The most reasonable vision I have of myself during these exercises in imagination is humor. My rockstar-self cracks jokes at the door that make people laugh and tips grow.

I have no natural proclivity to humor. I find it easy to laugh, but being humorous takes a spot of effort. But what is vision without a goal and some work? I decided on that day a few weeks ago that, sans orange hammer and copious amounts of body hair, I would try to be funny.

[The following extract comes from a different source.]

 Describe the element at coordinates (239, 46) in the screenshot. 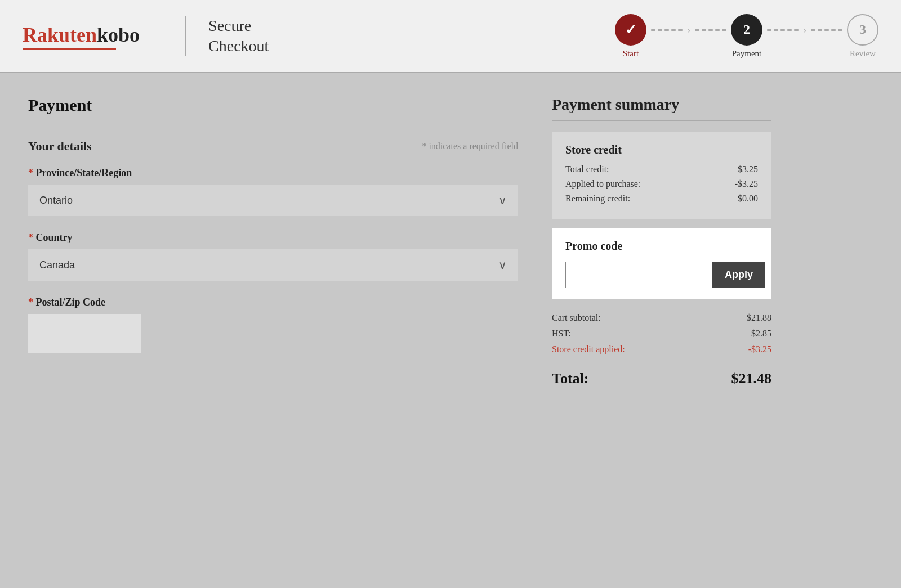

I see `secure-checkout-line2: Checkout` at that location.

I drove down the road to my second delivery of that day began to plan. What jokes could I say? I would have maybe 10 seconds. Interactions are fast. I’m on a doorstep for up to a minute, tops. I went through the possibilities:

Slapstick? Nope.

Props? It’s their food. Nope. And I’m not cracking jokes about their children, as much as they beg the case.

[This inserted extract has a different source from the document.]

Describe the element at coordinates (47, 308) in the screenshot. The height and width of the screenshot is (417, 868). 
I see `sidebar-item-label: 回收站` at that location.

Anti-jokes? Maybe. I’m still chewing on this one.

Nay. All three presented too much difficulty. I thought and thought. There was nothing I could do. I realized that if I told any pizza jokes, they would just be too cheesy.

Tee hee.

Yep, I just did that. But I did it then, too. I had told myself a joke. It dawned on my after the fact. It was a Eureka moment. I had it!

Here’s how I executed it, and the subsequent results:

*knock knock*

C: “Oh hi, pizza guy!”

RI: “Hi!”

*start money exchange*

RI: “Sorry, I usually have at least a few pizza jokes, but they’re all pretty cheesy.”

I was very scientific about this. I tried it four whole times. It was the same thing. Every time. I got the same reaction. Every time.

Nada. Nothing.

That’s right. I got no reaction. Not a twitch. Not a groan. Not even threats! No feedback whatsoever.

I talked to Monk about it a few days later.

“Monk,” I said, “I was trying to be funny with my customers by telling jokes at their door.”

“Yeah, how did it go?”

I recounted to him the setup, the delivery, and the reaction.

“Yeah,” he said. His face stoic.

“Nothing?” I said.

“As a comedian, I would never laugh at that joke. Ever.” he said. Then he chucked me on the shoulder. “You probably just need to work on your routine.”

Yeah. I wonder what would be easier: working on my routine, or buying an orange hammer and doing crossfit.